Outdoorsmen and women choose to hunt for a lot of different reasons. Some like to know where their meat comes from, have a personal connection with their food, and taste the unique flavor of wild game. Others appreciate the challenge of getting a mature buck within bow range, putting the stalk on a majestic bull elk, or fooling an old Tom with a perfected yelp. And a lot of hunters simply like spending time with loved ones in the outdoors and upholding long-standing traditions. Whatever the reason, there are a lot of health benefits of hunting for both wildlife conservation and the hunters themselves — not the least of which is getting them into shape. Here are some direct ways hunting can help improve your mind, body, and soul.
Improving Heart & Lung Health
Whether you're running and gunning for turkeys, spotting and stalking elk, or hiking in a couple miles to your deer stand, hunting can often require you to hoof it through the great outdoors and really get your heart pumping. Breathing in the fresh air while working hard can be great for both your cardiovascular and respiratory systems. Taxing trips into the high country can help condition your body to deal with high altitude, and just being active in general has been proven to be beneficial for just about every person of any age or health status. Are hunters lazy couch potatoes? Not successful ones, that's for sure.
Building Muscle
With proper form, consistently shooting your bow in preparation for archery season will engage muscles throughout your body, including your core, back, and shoulders. The more you practice, the stronger you'll get — you'll notice it gets easier to hold your bow at full draw longer, and you might even be able to bump up your draw weight. Lugging treestands into the big woods, climbing up tree steps while weighed down with cold-weather gear, ascending steep summits with a heavy daypack, dragging a bruiser buck to the truck, packing out an old bull from the backcountry — it's all demanding on your body and builds strength over time.
Boosting Endurance
Some types and elements of hunting require short bursts of energy or effort, but others demand long stretches of endurance. Moving in on an animal you glassed from miles away, trekking treacherous goat country for days at a time, packing out hundreds of pounds of meat over the course of several trips — consistent work over an extended period of time just takes a different type of toughness.
Increasing Mental Fitness
Hunting doesn't just help make you physically tough and strong. It can improve your mental toughness too. Willing yourself to sit motionless in the freezing cold from first light until dark or pushing yourself to make it just 100 yards farther after you've already reached complete exhaustion is as much a mental game as it is a physical one. Overcoming target panic or buck fever and keeping your cool when a bull is bugling just a few yards away isn't easy. Intense, stressful, and nerve-racking situations are common when hunting, and learning how to overcome them is what sets the most successful hunters apart.
How to Prepare
While consistent, hardcore hunting will force you to get into shape to some extent, proactively getting yourself in peak condition beforehand will improve your odds for success, make the hunting experience much more enjoyable. It will also increase the overall health benefits of hunting. Here are our suggestions.
Hit the hiking trail or even the treadmill in the offseason to get your heart rate up and your lungs working. You can gradually increase the time you spend doing this cardio work and add in a weighted pack to simulate the load you'll be hauling and exert more effort. Incorporate "hills" into the workout, whether that's maxing out the incline on your treadmill or actually hiking up a mountain.
Add in some exercises that target the muscles you use when drawing your bow or doing any other movement that demands physical strength. Consistently performing a few weighted moves will help you increase your draw weight faster and make pulling back that bow—and holding steady—a breeze.
Don't forget the mental exercises. While there's nothing better than actually gaining experience doing the thing that intimidates you, you can take a few steps to prevent freezing up or fumbling in the field. Visualize different hunting scenarios and play them out in your head. Practice as much as it takes to make going through all the necessary steps feel like second nature. And learn from any mistakes you make by carefully considering how to correct them in the future.
Finally, start early. If you have an elk hunt planned for September, don't wait until August to start preparing your body for the rigors of the backcountry. As soon as one season ends, begin working towards the next one. Set goals for yourself so the task isn't so daunting. Your body will thank you come hunting season.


• WORK TO BE COMPLETED: Your response must be made up of each line in the data below that contains the string "Workshops".

Excerpts from an interface dataset:
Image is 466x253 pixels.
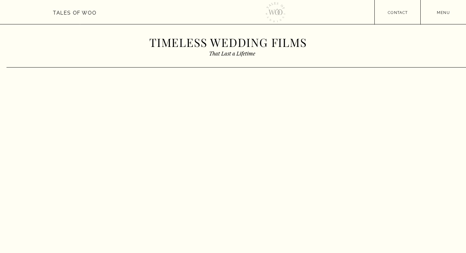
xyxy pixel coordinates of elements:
h1: Timeless Wedding Films [149,36,317,50]
a: Tales of Woo [53,9,97,16]
a: menu [421,10,466,14]
a: contact [375,10,421,14]
h2: That Last a Lifetime [209,50,268,56]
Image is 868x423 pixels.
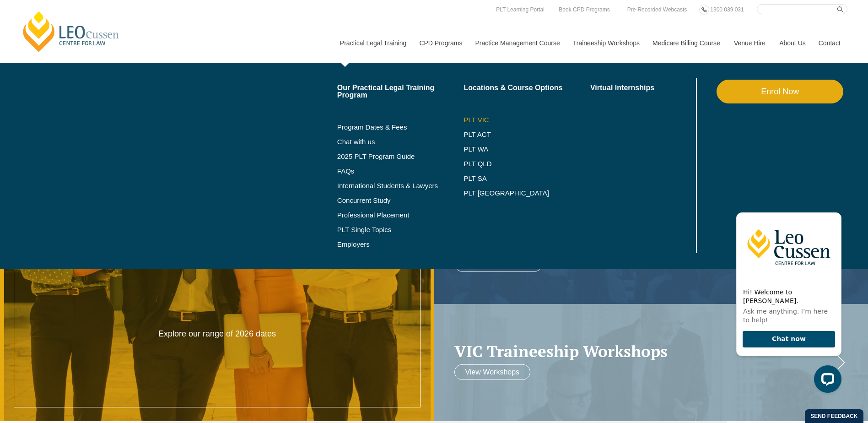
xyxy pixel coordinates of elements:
a: Concurrent Study [337,197,464,204]
a: PLT VIC [463,116,590,124]
a: VIC Traineeship Workshops [455,342,830,359]
a: Program Dates & Fees [337,124,464,131]
a: PLT WA [463,146,567,153]
span: 1300 039 031 [710,7,744,13]
a: Chat with us [337,139,464,146]
a: View Workshops [455,364,530,380]
a: Enrol Now [716,80,843,104]
a: PLT SA [463,175,590,182]
a: Pre-Recorded Webcasts [625,5,689,15]
a: Our Practical Legal Training Program [337,84,464,99]
a: Practice Management Course [469,23,566,63]
a: Locations & Course Options [463,84,590,92]
p: Explore our range of 2026 dates [130,328,304,339]
a: International Students & Lawyers [337,182,464,189]
a: Professional Placement [337,212,464,219]
iframe: LiveChat chat widget [729,205,845,400]
a: Venue Hire [727,23,772,63]
a: Virtual Internships [590,84,694,92]
a: About Us [772,23,812,63]
a: Medicare Billing Course [645,23,727,63]
a: PLT Learning Portal [494,5,546,15]
a: Traineeship Workshops [566,23,645,63]
a: CPD Programs [412,23,468,63]
a: [PERSON_NAME] Centre for Law [21,10,122,53]
a: PLT Single Topics [337,226,464,233]
a: Employers [337,241,464,248]
a: 1300 039 031 [708,5,745,15]
a: PLT QLD [463,160,590,168]
a: 2025 PLT Program Guide [337,153,441,160]
a: PLT ACT [463,131,590,139]
a: FAQs [337,168,464,175]
a: Book CPD Programs [557,5,612,15]
a: PLT [GEOGRAPHIC_DATA] [463,189,590,197]
a: Practical Legal Training [333,23,412,63]
a: Contact [812,23,847,63]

• WORKED SOLUTION:
a: VIC Traineeship Workshops [455,342,830,359]
a: View Workshops [455,364,530,380]
a: Traineeship Workshops [566,23,645,63]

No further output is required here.